Mdina empties at dusk. The coaches pull away, the gates thin out, and the old capital of Malta goes quiet inside its own walls. The Xara Palace is the one hotel that stays the night.
For a few hours each evening the Silent City earns its name. Mdina has held this hilltop since antiquity, a dense knot of honey-coloured limestone and baroque doorways that the day crowds walk through and then leave behind. The Xara Palace is the only hotel inside the walls, a 17th-century palazzo carried carefully back to its noble state and set right on the bastion, with the whole of Malta spread out below. Seventeen rooms, no two the same, furnished with the antiques, oil paintings and heavy Parisian cloth of a house that was once lived in rather than let. From the upper ones the view runs clear across the island to the sea. Downstairs the courtyard holds its cool, and the corridors are hung like a private collection.

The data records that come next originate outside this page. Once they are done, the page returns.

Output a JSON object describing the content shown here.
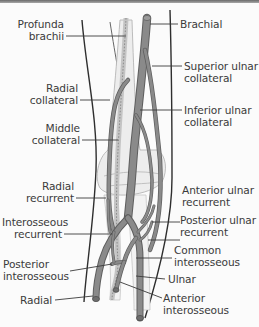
{
  "figure": {
    "colors": {
      "artery": "#8a8a8a",
      "artery_edge": "#5e5e5e",
      "bone": "#ededed",
      "bone_edge": "#b5b5b5",
      "nerve_dashed": "#c4c4c4",
      "outline": "#2e2e2e",
      "leader": "#3a3a3a",
      "text": "#3a3a3a",
      "background": "#fbfbfb"
    }
  },
  "labels": {
    "left": [
      {
        "id": "profunda-brachii",
        "lines": [
          "Profunda",
          "brachii"
        ]
      },
      {
        "id": "radial-collateral",
        "lines": [
          "Radial",
          "collateral"
        ]
      },
      {
        "id": "middle-collateral",
        "lines": [
          "Middle",
          "collateral"
        ]
      },
      {
        "id": "radial-recurrent",
        "lines": [
          "Radial",
          "recurrent"
        ]
      },
      {
        "id": "interosseous-recurrent",
        "lines": [
          "Interosseous",
          "recurrent"
        ]
      },
      {
        "id": "posterior-interosseous",
        "lines": [
          "Posterior",
          "interosseous"
        ]
      },
      {
        "id": "radial",
        "lines": [
          "Radial"
        ]
      }
    ],
    "right": [
      {
        "id": "brachial",
        "lines": [
          "Brachial"
        ]
      },
      {
        "id": "superior-ulnar-collateral",
        "lines": [
          "Superior ulnar",
          "collateral"
        ]
      },
      {
        "id": "inferior-ulnar-collateral",
        "lines": [
          "Inferior ulnar",
          "collateral"
        ]
      },
      {
        "id": "anterior-ulnar-recurrent",
        "lines": [
          "Anterior ulnar",
          "recurrent"
        ]
      },
      {
        "id": "posterior-ulnar-recurrent",
        "lines": [
          "Posterior ulnar",
          "recurrent"
        ]
      },
      {
        "id": "common-interosseous",
        "lines": [
          "Common",
          "interosseous"
        ]
      },
      {
        "id": "ulnar",
        "lines": [
          "Ulnar"
        ]
      },
      {
        "id": "anterior-interosseous",
        "lines": [
          "Anterior",
          "interosseous"
        ]
      }
    ]
  }
}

On the roof, de Mondion holds a Michelin star and reads as the island's benchmark address: a short, serious menu eaten in the open air with the lights of Malta beneath you. Below it the Medina works a quieter register inside a medieval house of stone and timber, and out on the piazza the Trattoria A.D. 1530 takes the simpler Italian end of the day, tables set under the streetlamps once the gates fall quiet. You do not leave the walls to eat well here.
Malta has no shortage of hotels. Only one lets you stay after the gates close and have the oldest city on the island more or less to yourself, and that is the whole case for the Xara Palace. It is small, genuinely old, and it trades on a single fact that cannot be copied down the coast. Come for a night rather than a week, take a room high enough for the view, and walk the empty lanes after dark. The morning coaches will find you soon enough.